San Antonio Express-News

Worker claims manager threatened discipline if she left job amid storm

- By Bruce Schreiner

MAYFIELD, Ky. — An employee of the Kentucky candle factory where eight workers were killed by a tornado said Tuesday that a supervisor threatened her with written disciplina­ry action if she went home early because storms were approachin­g.

Haley Conder, who worked at the Mayfield Consumer Products factory on and off for 10 years, also questioned why the company did not encourage workers to go home — or at least give them a better understand­ing of the danger — between a first tornado siren around 6 p.m. Friday and another one around 9 p.m., shortly before the tornado hit.

“They (the company) had from 6 o’clock to 9 o’clock to allow us to go home, to tell us really what was going on and that we needed to prepare ourselves for the worst,” Conder said in a phone interview. “It was nothing like that. Not one supervisor told us what was really going on.”

A spokesman for the company

insisted that employees were free to leave anytime.

Conder’s comments came on the same day that the state’s governor said Kentucky’s workplace safety agency would look into the eight deaths, which happened as violent weather spawned tornadoes in five states.

Gov. Andy Beshear told reporters

that the Kentucky Division of Occupation­al Safety and Health Compliance would conduct a review.

“So it shouldn’t suggest that there was any wrongdoing. But what it should give people confidence in, is that we’ll get to the bottom of what happened,” he said.

Mayfield Consumer Products spokesman Bob Ferguson, who works for an outside communicat­ions firm, said the company welcomes a review by the state and will cooperate.

Ferguson denied that employees were stuck at the plant or would face retributio­n if they left.

“Not true. That is absolutely not true. We followed our protocols exactly,” he said.

Mayfield, home to 10,000 residents and the candle factory, suffered some of the worst damage in the country. The tornado outbreak that killed at least 88 people — 74 of them in Kentucky — cut a path of devastatio­n from Arkansas, where a nursing home was destroyed, to Illinois, where an Amazon distributi­on center was heavily damaged.

Six people died in the Illinois warehouse collapse, and the federal Occupation­al Safety and Health Administra­tion has opened an investigat­ion into what happened there. The tornadoes also killed four in Tennessee, two in Arkansas and two in Missouri.

 ?? Gerald Herbert / Associated Press ?? Workers cut through debris in the aftermath of tornadoes that tore through Mayfield, Ky., which suffered some of the worst damage in the country amid the tornado outbreak.
Gerald Herbert / Associated Press Workers cut through debris in the aftermath of tornadoes that tore through Mayfield, Ky., which suffered some of the worst damage in the country amid the tornado outbreak.
 ?? Robert Cohen / Associated Press ?? Utility crews try to restore service in Defiance, Mo., as cleanup continues from Friday’s tornado.
Robert Cohen / Associated Press Utility crews try to restore service in Defiance, Mo., as cleanup continues from Friday’s tornado.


Check every line of the entries for "into", and copy the lines that hold it.

** DATA RECORDS follows **

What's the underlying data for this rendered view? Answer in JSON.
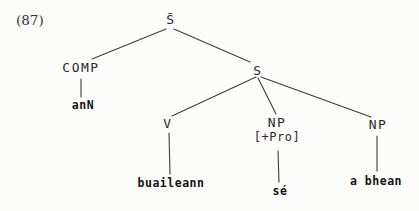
{
  "figure": {
    "number": "(87)"
  },
  "tree": {
    "nodes": {
      "s_bar": {
        "label": "S̄"
      },
      "comp": {
        "label": "COMP"
      },
      "s": {
        "label": "S"
      },
      "ann": {
        "label": "anN"
      },
      "v": {
        "label": "V"
      },
      "np_pro": {
        "label": "NP",
        "feature": "[+Pro]"
      },
      "np_obj": {
        "label": "NP"
      },
      "buaileann": {
        "label": "buaileann"
      },
      "se": {
        "label": "sé"
      },
      "a_bhean": {
        "label": "a bhean"
      }
    },
    "edges": [
      {
        "from": "s_bar",
        "to": "comp"
      },
      {
        "from": "s_bar",
        "to": "s"
      },
      {
        "from": "comp",
        "to": "ann"
      },
      {
        "from": "s",
        "to": "v"
      },
      {
        "from": "s",
        "to": "np_pro"
      },
      {
        "from": "s",
        "to": "np_obj"
      },
      {
        "from": "v",
        "to": "buaileann"
      },
      {
        "from": "np_pro",
        "to": "se"
      },
      {
        "from": "np_obj",
        "to": "a_bhean"
      }
    ]
  },
  "colors": {
    "ink": "#2b2b2b",
    "paper": "#fcfcfa",
    "line": "#3d3d3d"
  }
}
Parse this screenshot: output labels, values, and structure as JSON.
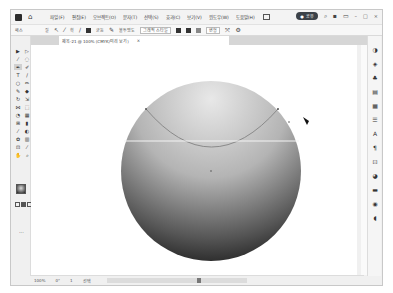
{
  "app": {
    "title": "Illustrator",
    "menu": [
      "파일(F)",
      "편집(E)",
      "오브젝트(O)",
      "문자(T)",
      "선택(S)",
      "효과(C)",
      "보기(V)",
      "윈도우(W)",
      "도움말(H)"
    ],
    "share_label": "공유",
    "window_controls": [
      "minimize",
      "maximize",
      "close"
    ]
  },
  "control_bar": {
    "selection_label": "패스",
    "fill_label": "칠",
    "stroke_label": "획",
    "uniform_label": "균등",
    "opacity_label": "불투명도",
    "style_label": "그래픽 스타일",
    "transform_label": "변형"
  },
  "document": {
    "tab_title": "제목-21 @ 100% (CMYK/미리 보기)",
    "tab_close": "×"
  },
  "toolbar": {
    "tools": [
      "selection",
      "direct-selection",
      "magic-wand",
      "lasso",
      "pen",
      "curvature",
      "type",
      "line",
      "ellipse",
      "paintbrush",
      "pencil",
      "eraser",
      "rotate",
      "scale",
      "width",
      "free-transform",
      "shape-builder",
      "perspective",
      "mesh",
      "gradient",
      "eyedropper",
      "blend",
      "symbol-sprayer",
      "column-graph",
      "artboard",
      "slice",
      "hand",
      "zoom"
    ],
    "more_label": "..."
  },
  "right_panel": {
    "icons": [
      "properties",
      "layers",
      "libraries",
      "appearance",
      "swatches",
      "align",
      "character",
      "paragraph",
      "transform",
      "color",
      "stroke",
      "gradient",
      "transparency"
    ]
  },
  "status": {
    "zoom": "100%",
    "rotation": "0°",
    "artboard": "1",
    "mode": "선택"
  },
  "colors": {
    "window_bg": "#f0f0f0",
    "canvas_bg": "#ffffff",
    "accent_dark": "#3b4148"
  }
}
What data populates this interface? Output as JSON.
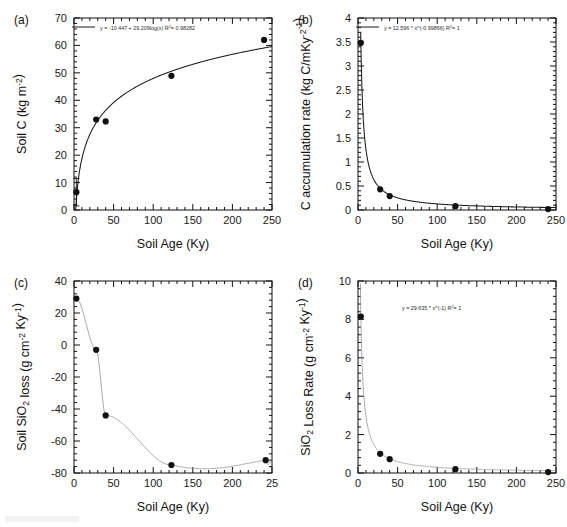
{
  "figure": {
    "background": "#ffffff",
    "marker_color": "#111111",
    "fit_color": "#1a1a1a",
    "fit_color_thin": "#8c8c8c"
  },
  "panels": [
    {
      "id": "a",
      "label": "(a)",
      "chart_data": {
        "type": "scatter",
        "title": "",
        "xlabel": "Soil Age (Ky)",
        "ylabel": "Soil C (kg m-2)",
        "ylabel_parts": {
          "base": "Soil C (kg m",
          "sup": "-2",
          "tail": ")"
        },
        "xlim": [
          0,
          250
        ],
        "ylim": [
          0,
          70
        ],
        "xticks": [
          0,
          50,
          100,
          150,
          200,
          250
        ],
        "yticks": [
          0,
          10,
          20,
          30,
          40,
          50,
          60,
          70
        ],
        "xminor_count": 5,
        "yminor_count": 5,
        "grid": false,
        "legend": "inside-top",
        "equation": "y = -10.447 + 29.209log(x)",
        "r2_label": "R",
        "r2_sup": "2",
        "r2_value": "= 0.98282",
        "fit_type": "log",
        "fit_params": {
          "a": -10.447,
          "b": 29.209
        },
        "series": [
          {
            "name": "Soil C",
            "x": [
              3,
              28,
              40,
              123,
              240
            ],
            "y": [
              6.5,
              33.0,
              32.3,
              48.9,
              62.0
            ],
            "yerr": [
              5.0,
              0,
              0,
              0,
              0
            ]
          }
        ]
      }
    },
    {
      "id": "b",
      "label": "(b)",
      "chart_data": {
        "type": "scatter",
        "title": "",
        "xlabel": "Soil Age (Ky)",
        "ylabel": "C accumulation rate (kg C/m-2Ky-1)",
        "ylabel_parts": {
          "base": "C accumulation rate (kg C/m",
          "sup": "-2",
          "mid": "Ky",
          "sup2": "-1",
          "tail": ")"
        },
        "xlim": [
          0,
          250
        ],
        "ylim": [
          0,
          4
        ],
        "xticks": [
          0,
          50,
          100,
          150,
          200,
          250
        ],
        "yticks": [
          0,
          0.5,
          1,
          1.5,
          2,
          2.5,
          3,
          3.5,
          4
        ],
        "ytick_labels": [
          "0",
          "0.5",
          "1",
          "1.5",
          "2",
          "2.5",
          "3",
          "3.5",
          "4"
        ],
        "xminor_count": 5,
        "yminor_count": 5,
        "grid": false,
        "legend": "inside-top",
        "equation": "y = 12.596 * x^(-0.99866)",
        "r2_label": "R",
        "r2_sup": "2",
        "r2_value": "= 1",
        "fit_type": "power",
        "fit_params": {
          "a": 12.596,
          "b": -0.99866
        },
        "series": [
          {
            "name": "C accumulation rate",
            "x": [
              3.5,
              28,
              40,
              123,
              240
            ],
            "y": [
              3.48,
              0.43,
              0.29,
              0.08,
              0.02
            ],
            "yerr": [
              0,
              0,
              0,
              0,
              0
            ]
          }
        ]
      }
    },
    {
      "id": "c",
      "label": "(c)",
      "chart_data": {
        "type": "scatter",
        "title": "",
        "xlabel": "Soil Age (Ky)",
        "ylabel": "Soil SiO2 loss (g cm-2 Ky-1)",
        "ylabel_parts": {
          "base": "Soil SiO",
          "sub": "2",
          "mid": " loss (g cm",
          "sup": "-2",
          "mid2": " Ky",
          "sup2": "-1",
          "tail": ")"
        },
        "xlim": [
          0,
          250
        ],
        "ylim": [
          -80,
          40
        ],
        "xticks": [
          0,
          50,
          100,
          150,
          200,
          250
        ],
        "xtick_labels": [
          "0",
          "50",
          "100",
          "150",
          "200",
          "25"
        ],
        "yticks": [
          -80,
          -60,
          -40,
          -20,
          0,
          20,
          40
        ],
        "ytick_labels": [
          "-80",
          "-60",
          "-40",
          "-20",
          "0",
          "20",
          "40"
        ],
        "xminor_count": 5,
        "yminor_count": 5,
        "grid": false,
        "legend": "none",
        "equation": "",
        "fit_type": "spline",
        "series": [
          {
            "name": "Soil SiO2 loss",
            "x": [
              3,
              28,
              40,
              123,
              242
            ],
            "y": [
              29.0,
              -3.0,
              -44.0,
              -75.0,
              -72.0
            ],
            "yerr": [
              0,
              0,
              0,
              0,
              0
            ]
          }
        ]
      }
    },
    {
      "id": "d",
      "label": "(d)",
      "chart_data": {
        "type": "scatter",
        "title": "",
        "xlabel": "Soil Age (Ky)",
        "ylabel": "SiO2 Loss Rate (g cm-2 Ky-1)",
        "ylabel_parts": {
          "base": "SiO",
          "sub": "2",
          "mid": " Loss Rate (g cm",
          "sup": "-2",
          "mid2": " Ky",
          "sup2": "-1",
          "tail": ")"
        },
        "xlim": [
          0,
          250
        ],
        "ylim": [
          0,
          10
        ],
        "xticks": [
          0,
          50,
          100,
          150,
          200,
          250
        ],
        "yticks": [
          0,
          2,
          4,
          6,
          8,
          10
        ],
        "xminor_count": 5,
        "yminor_count": 5,
        "grid": false,
        "legend": "annotation",
        "equation": "y = 29.635 * x^(-1)",
        "r2_label": "R",
        "r2_sup": "2",
        "r2_value": "= 1",
        "fit_type": "power",
        "fit_params": {
          "a": 29.635,
          "b": -1
        },
        "series": [
          {
            "name": "SiO2 Loss Rate",
            "x": [
              3.6,
              28,
              40,
              123,
              240
            ],
            "y": [
              8.15,
              1.0,
              0.72,
              0.2,
              0.05
            ],
            "yerr": [
              0,
              0,
              0,
              0,
              0
            ]
          }
        ]
      }
    }
  ]
}
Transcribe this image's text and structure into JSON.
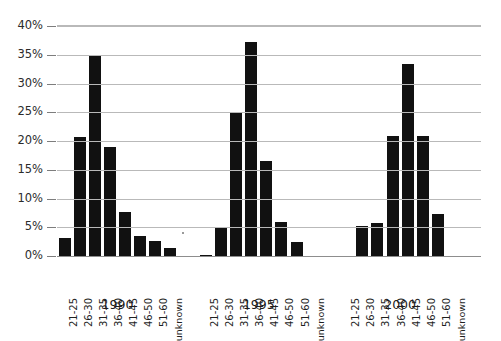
{
  "chart_data": {
    "type": "bar",
    "title": "",
    "subtitle": "",
    "xlabel": "",
    "ylabel": "",
    "ylim": [
      0,
      40
    ],
    "ytick_labels": [
      "0%",
      "5%",
      "10%",
      "15%",
      "20%",
      "25%",
      "30%",
      "35%",
      "40%"
    ],
    "ytick_values": [
      0,
      5,
      10,
      15,
      20,
      25,
      30,
      35,
      40
    ],
    "grid": true,
    "legend": "none",
    "value_unit": "%",
    "categories": [
      "21-25",
      "26-30",
      "31-35",
      "36-40",
      "41-45",
      "46-50",
      "51-60",
      "unknown"
    ],
    "groups": [
      "1990",
      "1995",
      "2000"
    ],
    "series": [
      {
        "name": "1990",
        "values": [
          3.1,
          20.7,
          34.7,
          19.0,
          7.6,
          3.4,
          2.6,
          1.4
        ]
      },
      {
        "name": "1995",
        "values": [
          0.2,
          5.1,
          25.0,
          37.2,
          16.6,
          6.0,
          2.5,
          0.0
        ]
      },
      {
        "name": "2000",
        "values": [
          0.0,
          5.2,
          5.8,
          20.8,
          33.4,
          20.8,
          7.3,
          0.0
        ]
      }
    ]
  }
}
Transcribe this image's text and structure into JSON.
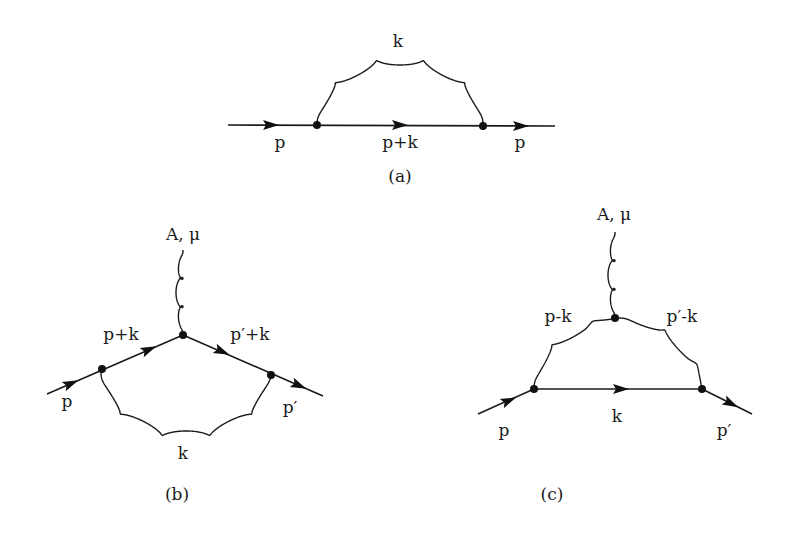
{
  "figure": {
    "colors": {
      "ink": "#1a1a1a",
      "background": "#ffffff"
    },
    "diagrams": [
      {
        "id": "a",
        "caption": "(a)",
        "labels": {
          "gluon": "k",
          "incoming": "p",
          "internal": "p+k",
          "outgoing": "p"
        }
      },
      {
        "id": "b",
        "caption": "(b)",
        "labels": {
          "external": "A, μ",
          "incoming": "p",
          "left_internal": "p+k",
          "right_internal": "p′+k",
          "outgoing": "p′",
          "gluon": "k"
        }
      },
      {
        "id": "c",
        "caption": "(c)",
        "labels": {
          "external": "A, μ",
          "left_gluon": "p-k",
          "right_gluon": "p′-k",
          "incoming": "p",
          "internal": "k",
          "outgoing": "p′"
        }
      }
    ]
  }
}
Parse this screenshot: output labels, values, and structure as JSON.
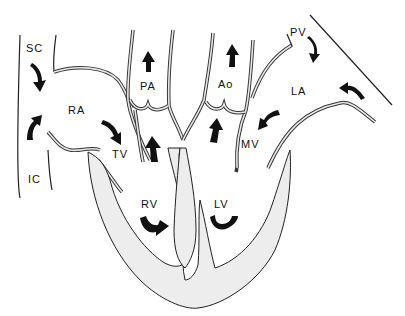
{
  "diagram": {
    "labels": {
      "SC": "SC",
      "IC": "IC",
      "RA": "RA",
      "TV": "TV",
      "PA": "PA",
      "Ao": "Ao",
      "PV": "PV",
      "LA": "LA",
      "MV": "MV",
      "RV": "RV",
      "LV": "LV"
    },
    "arrows": [
      {
        "name": "arrow-sc-into-ra",
        "direction": "down-right"
      },
      {
        "name": "arrow-ic-into-ra",
        "direction": "up"
      },
      {
        "name": "arrow-ra-through-tv",
        "direction": "down-right"
      },
      {
        "name": "arrow-pa-up",
        "direction": "up"
      },
      {
        "name": "arrow-rv-outflow",
        "direction": "up"
      },
      {
        "name": "arrow-ao-up",
        "direction": "up"
      },
      {
        "name": "arrow-lv-outflow",
        "direction": "up"
      },
      {
        "name": "arrow-pv-into-la",
        "direction": "down"
      },
      {
        "name": "arrow-la-inflow",
        "direction": "left"
      },
      {
        "name": "arrow-la-through-mv",
        "direction": "down-left"
      },
      {
        "name": "arrow-rv-curl",
        "direction": "curved"
      },
      {
        "name": "arrow-lv-curl",
        "direction": "curved"
      }
    ]
  }
}
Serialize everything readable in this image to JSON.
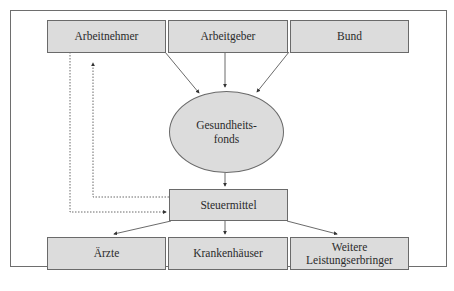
{
  "diagram": {
    "top_row": [
      {
        "id": "arbeitnehmer",
        "label": "Arbeitnehmer"
      },
      {
        "id": "arbeitgeber",
        "label": "Arbeitgeber"
      },
      {
        "id": "bund",
        "label": "Bund"
      }
    ],
    "center": {
      "id": "gesundheitsfonds",
      "label": "Gesundheits-\nfonds"
    },
    "middle": {
      "id": "steuermittel",
      "label": "Steuermittel"
    },
    "bottom_row": [
      {
        "id": "aerzte",
        "label": "Ärzte"
      },
      {
        "id": "krankenhaeuser",
        "label": "Krankenhäuser"
      },
      {
        "id": "weitere",
        "label": "Weitere\nLeistungserbringer"
      }
    ],
    "edges": [
      {
        "from": "arbeitnehmer",
        "to": "gesundheitsfonds",
        "style": "solid"
      },
      {
        "from": "arbeitgeber",
        "to": "gesundheitsfonds",
        "style": "solid"
      },
      {
        "from": "bund",
        "to": "gesundheitsfonds",
        "style": "solid"
      },
      {
        "from": "gesundheitsfonds",
        "to": "steuermittel",
        "style": "solid"
      },
      {
        "from": "steuermittel",
        "to": "aerzte",
        "style": "solid"
      },
      {
        "from": "steuermittel",
        "to": "krankenhaeuser",
        "style": "solid"
      },
      {
        "from": "steuermittel",
        "to": "weitere",
        "style": "solid"
      },
      {
        "from": "arbeitnehmer",
        "to": "steuermittel",
        "style": "dotted"
      },
      {
        "from": "steuermittel",
        "to": "arbeitnehmer",
        "style": "dotted"
      }
    ],
    "colors": {
      "box_fill": "#dcdcdc",
      "border": "#6a6a6a",
      "line": "#3a3a3a"
    }
  }
}
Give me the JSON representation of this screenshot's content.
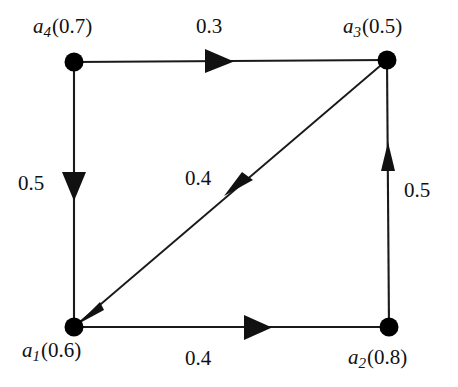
{
  "figure": {
    "type": "directed-weighted-graph",
    "background_color": "#ffffff",
    "stroke_color": "#111111",
    "node_color": "#000000"
  },
  "nodes": [
    {
      "id": "a1",
      "name": "a",
      "subscript": "1",
      "value": "(0.6)",
      "label": "a1(0.6)",
      "x": 74,
      "y": 327,
      "label_position": "below-left"
    },
    {
      "id": "a2",
      "name": "a",
      "subscript": "2",
      "value": "(0.8)",
      "label": "a2(0.8)",
      "x": 389,
      "y": 327,
      "label_position": "below-right"
    },
    {
      "id": "a3",
      "name": "a",
      "subscript": "3",
      "value": "(0.5)",
      "label": "a3(0.5)",
      "x": 387,
      "y": 60,
      "label_position": "above-right"
    },
    {
      "id": "a4",
      "name": "a",
      "subscript": "4",
      "value": "(0.7)",
      "label": "a4(0.7)",
      "x": 74,
      "y": 62,
      "label_position": "above-left"
    }
  ],
  "edges": [
    {
      "id": "e-a4-a3",
      "from": "a4",
      "to": "a3",
      "weight": "0.3",
      "direction": "right",
      "label_position": "above-center"
    },
    {
      "id": "e-a4-a1",
      "from": "a4",
      "to": "a1",
      "weight": "0.5",
      "direction": "down",
      "label_position": "left-center"
    },
    {
      "id": "e-a2-a3",
      "from": "a2",
      "to": "a3",
      "weight": "0.5",
      "direction": "up",
      "label_position": "right-center"
    },
    {
      "id": "e-a1-a2",
      "from": "a1",
      "to": "a2",
      "weight": "0.4",
      "direction": "right",
      "label_position": "below-center"
    },
    {
      "id": "e-a3-a1",
      "from": "a3",
      "to": "a1",
      "weight": "0.4",
      "direction": "down-left",
      "label_position": "center"
    }
  ]
}
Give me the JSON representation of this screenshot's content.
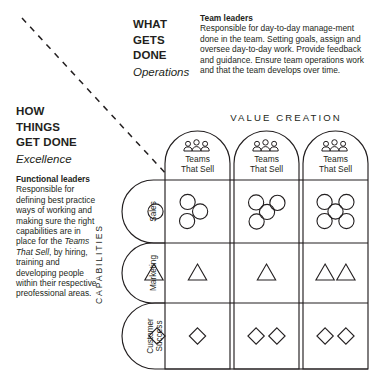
{
  "axes": {
    "vertical_axis": {
      "title": "WHAT\nGETS\nDONE",
      "subtitle": "Operations",
      "description_heading": "Team leaders",
      "description": "Responsible for day-to-day manage-ment done in the team. Setting goals, assign and oversee day-to-day work. Provide feedback and guidance. Ensure team operations work and that the team develops over time."
    },
    "horizontal_axis": {
      "title": "HOW\nTHINGS\nGET DONE",
      "subtitle": "Excellence",
      "description_heading": "Functional leaders",
      "description_part1": "Responsible for defining best practice ways of working and making sure the right capabilities are in place for the ",
      "description_emphasis": "Teams That Sell",
      "description_part2": ", by hiring, training and developing people within their respective preofessional areas."
    }
  },
  "matrix": {
    "column_axis_label": "VALUE CREATION",
    "row_axis_label": "CAPABILITIES",
    "columns": [
      {
        "label": "Teams That Sell",
        "icon": "people-group-icon"
      },
      {
        "label": "Teams That Sell",
        "icon": "people-group-icon"
      },
      {
        "label": "Teams That Sell",
        "icon": "people-group-icon"
      }
    ],
    "rows": [
      {
        "label": "Sales",
        "shape": "circle",
        "counts": [
          3,
          4,
          5
        ]
      },
      {
        "label": "Marketing",
        "shape": "triangle",
        "counts": [
          1,
          1,
          2
        ]
      },
      {
        "label": "Customer Success",
        "shape": "diamond",
        "counts": [
          1,
          2,
          2
        ]
      }
    ]
  },
  "style": {
    "stroke": "#231f20",
    "text": "#231f20",
    "background": "#ffffff"
  }
}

** End of DATA RECORDS **

_ANSWER TO THE EXERCISE_:
Transcribe this image's text and structure into JSON.
Transcribe this image's text and structure into JSON.
        "name": "arrow-sc-into-ra",
        "name": "arrow-ic-into-ra",
        "name": "arrow-pv-into-la",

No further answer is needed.